Data for the task Block Start

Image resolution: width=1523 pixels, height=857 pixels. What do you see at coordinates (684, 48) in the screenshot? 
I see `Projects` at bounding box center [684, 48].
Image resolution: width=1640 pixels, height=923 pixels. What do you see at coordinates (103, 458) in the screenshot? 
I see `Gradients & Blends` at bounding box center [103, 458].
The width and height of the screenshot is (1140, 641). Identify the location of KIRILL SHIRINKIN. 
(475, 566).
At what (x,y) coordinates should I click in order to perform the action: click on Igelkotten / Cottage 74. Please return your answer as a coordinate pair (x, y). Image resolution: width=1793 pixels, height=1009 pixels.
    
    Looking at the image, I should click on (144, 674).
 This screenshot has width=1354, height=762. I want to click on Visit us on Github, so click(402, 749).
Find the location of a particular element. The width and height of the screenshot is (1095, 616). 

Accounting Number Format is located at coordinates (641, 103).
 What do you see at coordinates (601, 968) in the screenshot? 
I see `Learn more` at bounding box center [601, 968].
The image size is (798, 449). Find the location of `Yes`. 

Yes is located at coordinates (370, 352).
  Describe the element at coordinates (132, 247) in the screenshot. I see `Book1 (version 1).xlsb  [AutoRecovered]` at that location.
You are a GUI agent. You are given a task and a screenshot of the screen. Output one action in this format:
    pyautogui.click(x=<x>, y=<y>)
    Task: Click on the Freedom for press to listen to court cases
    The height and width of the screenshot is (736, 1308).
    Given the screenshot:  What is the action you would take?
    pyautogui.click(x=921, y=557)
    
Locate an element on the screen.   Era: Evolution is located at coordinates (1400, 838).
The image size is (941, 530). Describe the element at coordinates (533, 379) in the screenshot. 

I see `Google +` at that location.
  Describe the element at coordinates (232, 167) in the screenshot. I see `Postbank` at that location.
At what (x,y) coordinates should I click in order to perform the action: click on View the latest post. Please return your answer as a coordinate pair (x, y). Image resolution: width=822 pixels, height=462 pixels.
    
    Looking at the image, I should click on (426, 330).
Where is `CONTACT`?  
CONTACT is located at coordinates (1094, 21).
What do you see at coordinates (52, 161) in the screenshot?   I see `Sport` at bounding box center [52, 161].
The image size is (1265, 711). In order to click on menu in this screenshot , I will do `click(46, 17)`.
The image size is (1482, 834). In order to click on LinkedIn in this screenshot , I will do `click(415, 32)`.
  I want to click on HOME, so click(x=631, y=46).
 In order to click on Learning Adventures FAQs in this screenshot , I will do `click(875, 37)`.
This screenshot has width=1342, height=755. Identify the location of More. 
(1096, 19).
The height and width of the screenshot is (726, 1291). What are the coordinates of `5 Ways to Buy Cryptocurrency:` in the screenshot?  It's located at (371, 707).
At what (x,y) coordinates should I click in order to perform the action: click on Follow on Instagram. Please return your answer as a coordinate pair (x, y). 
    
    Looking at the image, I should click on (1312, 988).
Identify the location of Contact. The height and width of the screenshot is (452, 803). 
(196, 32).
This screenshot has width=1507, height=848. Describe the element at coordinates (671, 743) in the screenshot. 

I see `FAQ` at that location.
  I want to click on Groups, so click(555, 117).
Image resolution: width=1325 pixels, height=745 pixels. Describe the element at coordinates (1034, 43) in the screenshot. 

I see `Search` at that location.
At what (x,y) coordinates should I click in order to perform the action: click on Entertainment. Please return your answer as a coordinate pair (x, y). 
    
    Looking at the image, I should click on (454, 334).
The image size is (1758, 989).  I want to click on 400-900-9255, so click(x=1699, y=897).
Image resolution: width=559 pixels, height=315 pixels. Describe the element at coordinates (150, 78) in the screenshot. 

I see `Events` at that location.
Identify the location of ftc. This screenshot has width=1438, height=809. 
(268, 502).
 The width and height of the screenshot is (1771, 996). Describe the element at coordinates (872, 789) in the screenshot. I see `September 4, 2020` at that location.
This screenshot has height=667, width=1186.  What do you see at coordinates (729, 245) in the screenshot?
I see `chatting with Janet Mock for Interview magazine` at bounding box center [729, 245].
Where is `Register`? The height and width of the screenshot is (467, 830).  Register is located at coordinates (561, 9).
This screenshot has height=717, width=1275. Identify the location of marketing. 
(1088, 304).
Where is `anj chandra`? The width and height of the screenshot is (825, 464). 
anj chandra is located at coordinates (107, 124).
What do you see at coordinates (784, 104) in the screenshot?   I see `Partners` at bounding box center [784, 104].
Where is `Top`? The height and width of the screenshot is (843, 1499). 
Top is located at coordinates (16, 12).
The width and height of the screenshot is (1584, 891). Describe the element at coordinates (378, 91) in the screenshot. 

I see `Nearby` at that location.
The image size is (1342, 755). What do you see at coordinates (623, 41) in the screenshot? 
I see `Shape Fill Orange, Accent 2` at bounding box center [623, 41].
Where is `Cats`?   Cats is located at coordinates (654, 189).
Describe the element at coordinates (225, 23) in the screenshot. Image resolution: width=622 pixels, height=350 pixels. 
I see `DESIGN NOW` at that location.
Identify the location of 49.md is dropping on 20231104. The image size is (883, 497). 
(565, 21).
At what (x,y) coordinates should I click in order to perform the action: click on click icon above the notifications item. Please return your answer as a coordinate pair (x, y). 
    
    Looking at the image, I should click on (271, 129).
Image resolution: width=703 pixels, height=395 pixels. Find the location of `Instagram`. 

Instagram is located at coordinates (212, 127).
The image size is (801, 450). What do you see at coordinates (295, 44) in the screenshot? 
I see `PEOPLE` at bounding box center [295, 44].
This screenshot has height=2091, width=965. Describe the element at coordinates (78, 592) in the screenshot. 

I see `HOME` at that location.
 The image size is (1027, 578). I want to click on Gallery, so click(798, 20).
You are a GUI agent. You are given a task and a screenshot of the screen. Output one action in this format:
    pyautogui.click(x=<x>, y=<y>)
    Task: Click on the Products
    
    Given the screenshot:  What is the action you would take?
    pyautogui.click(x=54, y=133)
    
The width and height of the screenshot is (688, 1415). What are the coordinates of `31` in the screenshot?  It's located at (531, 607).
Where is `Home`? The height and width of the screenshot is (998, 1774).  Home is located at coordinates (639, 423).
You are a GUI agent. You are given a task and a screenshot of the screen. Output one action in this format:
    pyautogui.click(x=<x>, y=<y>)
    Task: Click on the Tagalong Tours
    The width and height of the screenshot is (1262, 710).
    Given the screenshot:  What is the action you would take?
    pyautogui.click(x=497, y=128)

Data for the task Block End

Your goal: Reproduce each entry above exactly, keeping every word.

Response area:
Image resolution: width=1523 pixels, height=857 pixels. What do you see at coordinates (684, 48) in the screenshot? 
I see `Projects` at bounding box center [684, 48].
Image resolution: width=1640 pixels, height=923 pixels. What do you see at coordinates (103, 458) in the screenshot? 
I see `Gradients & Blends` at bounding box center [103, 458].
The width and height of the screenshot is (1140, 641). Identify the location of KIRILL SHIRINKIN. 
(475, 566).
At what (x,y) coordinates should I click in order to perform the action: click on Igelkotten / Cottage 74. Please return your answer as a coordinate pair (x, y). Image resolution: width=1793 pixels, height=1009 pixels.
    
    Looking at the image, I should click on (144, 674).
 This screenshot has width=1354, height=762. I want to click on Visit us on Github, so click(402, 749).
Find the location of a particular element. The width and height of the screenshot is (1095, 616). 

Accounting Number Format is located at coordinates (641, 103).
 What do you see at coordinates (601, 968) in the screenshot? 
I see `Learn more` at bounding box center [601, 968].
The image size is (798, 449). Find the location of `Yes`. 

Yes is located at coordinates (370, 352).
  Describe the element at coordinates (132, 247) in the screenshot. I see `Book1 (version 1).xlsb  [AutoRecovered]` at that location.
You are a GUI agent. You are given a task and a screenshot of the screen. Output one action in this format:
    pyautogui.click(x=<x>, y=<y>)
    Task: Click on the Freedom for press to listen to court cases
    The height and width of the screenshot is (736, 1308).
    Given the screenshot:  What is the action you would take?
    pyautogui.click(x=921, y=557)
    
Locate an element on the screen.   Era: Evolution is located at coordinates (1400, 838).
The image size is (941, 530). Describe the element at coordinates (533, 379) in the screenshot. 

I see `Google +` at that location.
  Describe the element at coordinates (232, 167) in the screenshot. I see `Postbank` at that location.
At what (x,y) coordinates should I click in order to perform the action: click on View the latest post. Please return your answer as a coordinate pair (x, y). Image resolution: width=822 pixels, height=462 pixels.
    
    Looking at the image, I should click on (426, 330).
Where is `CONTACT`?  
CONTACT is located at coordinates (1094, 21).
What do you see at coordinates (52, 161) in the screenshot?   I see `Sport` at bounding box center [52, 161].
The image size is (1265, 711). In order to click on menu in this screenshot , I will do `click(46, 17)`.
The image size is (1482, 834). In order to click on LinkedIn in this screenshot , I will do `click(415, 32)`.
  I want to click on HOME, so click(x=631, y=46).
 In order to click on Learning Adventures FAQs in this screenshot , I will do `click(875, 37)`.
This screenshot has width=1342, height=755. Identify the location of More. 
(1096, 19).
The height and width of the screenshot is (726, 1291). What are the coordinates of `5 Ways to Buy Cryptocurrency:` in the screenshot?  It's located at (371, 707).
At what (x,y) coordinates should I click in order to perform the action: click on Follow on Instagram. Please return your answer as a coordinate pair (x, y). 
    
    Looking at the image, I should click on (1312, 988).
Identify the location of Contact. The height and width of the screenshot is (452, 803). 
(196, 32).
This screenshot has width=1507, height=848. Describe the element at coordinates (671, 743) in the screenshot. 

I see `FAQ` at that location.
  I want to click on Groups, so click(555, 117).
Image resolution: width=1325 pixels, height=745 pixels. Describe the element at coordinates (1034, 43) in the screenshot. 

I see `Search` at that location.
At what (x,y) coordinates should I click in order to perform the action: click on Entertainment. Please return your answer as a coordinate pair (x, y). 
    
    Looking at the image, I should click on (454, 334).
The image size is (1758, 989).  I want to click on 400-900-9255, so click(x=1699, y=897).
Image resolution: width=559 pixels, height=315 pixels. Describe the element at coordinates (150, 78) in the screenshot. 

I see `Events` at that location.
Identify the location of ftc. This screenshot has width=1438, height=809. 
(268, 502).
 The width and height of the screenshot is (1771, 996). Describe the element at coordinates (872, 789) in the screenshot. I see `September 4, 2020` at that location.
This screenshot has height=667, width=1186.  What do you see at coordinates (729, 245) in the screenshot?
I see `chatting with Janet Mock for Interview magazine` at bounding box center [729, 245].
Where is `Register`? The height and width of the screenshot is (467, 830).  Register is located at coordinates (561, 9).
This screenshot has height=717, width=1275. Identify the location of marketing. 
(1088, 304).
Where is `anj chandra`? The width and height of the screenshot is (825, 464). 
anj chandra is located at coordinates (107, 124).
What do you see at coordinates (784, 104) in the screenshot?   I see `Partners` at bounding box center [784, 104].
Where is `Top`? The height and width of the screenshot is (843, 1499). 
Top is located at coordinates (16, 12).
The width and height of the screenshot is (1584, 891). Describe the element at coordinates (378, 91) in the screenshot. 

I see `Nearby` at that location.
The image size is (1342, 755). What do you see at coordinates (623, 41) in the screenshot? 
I see `Shape Fill Orange, Accent 2` at bounding box center [623, 41].
Where is `Cats`?   Cats is located at coordinates (654, 189).
Describe the element at coordinates (225, 23) in the screenshot. Image resolution: width=622 pixels, height=350 pixels. 
I see `DESIGN NOW` at that location.
Identify the location of 49.md is dropping on 20231104. The image size is (883, 497). 
(565, 21).
At what (x,y) coordinates should I click in order to perform the action: click on click icon above the notifications item. Please return your answer as a coordinate pair (x, y). 
    
    Looking at the image, I should click on (271, 129).
Image resolution: width=703 pixels, height=395 pixels. Find the location of `Instagram`. 

Instagram is located at coordinates (212, 127).
The image size is (801, 450). What do you see at coordinates (295, 44) in the screenshot? 
I see `PEOPLE` at bounding box center [295, 44].
This screenshot has height=2091, width=965. Describe the element at coordinates (78, 592) in the screenshot. 

I see `HOME` at that location.
 The image size is (1027, 578). I want to click on Gallery, so click(798, 20).
You are a GUI agent. You are given a task and a screenshot of the screen. Output one action in this format:
    pyautogui.click(x=<x>, y=<y>)
    Task: Click on the Products
    
    Given the screenshot:  What is the action you would take?
    pyautogui.click(x=54, y=133)
    
The width and height of the screenshot is (688, 1415). What are the coordinates of `31` in the screenshot?  It's located at (531, 607).
Where is `Home`? The height and width of the screenshot is (998, 1774).  Home is located at coordinates (639, 423).
You are a GUI agent. You are given a task and a screenshot of the screen. Output one action in this format:
    pyautogui.click(x=<x>, y=<y>)
    Task: Click on the Tagalong Tours
    The width and height of the screenshot is (1262, 710).
    Given the screenshot:  What is the action you would take?
    pyautogui.click(x=497, y=128)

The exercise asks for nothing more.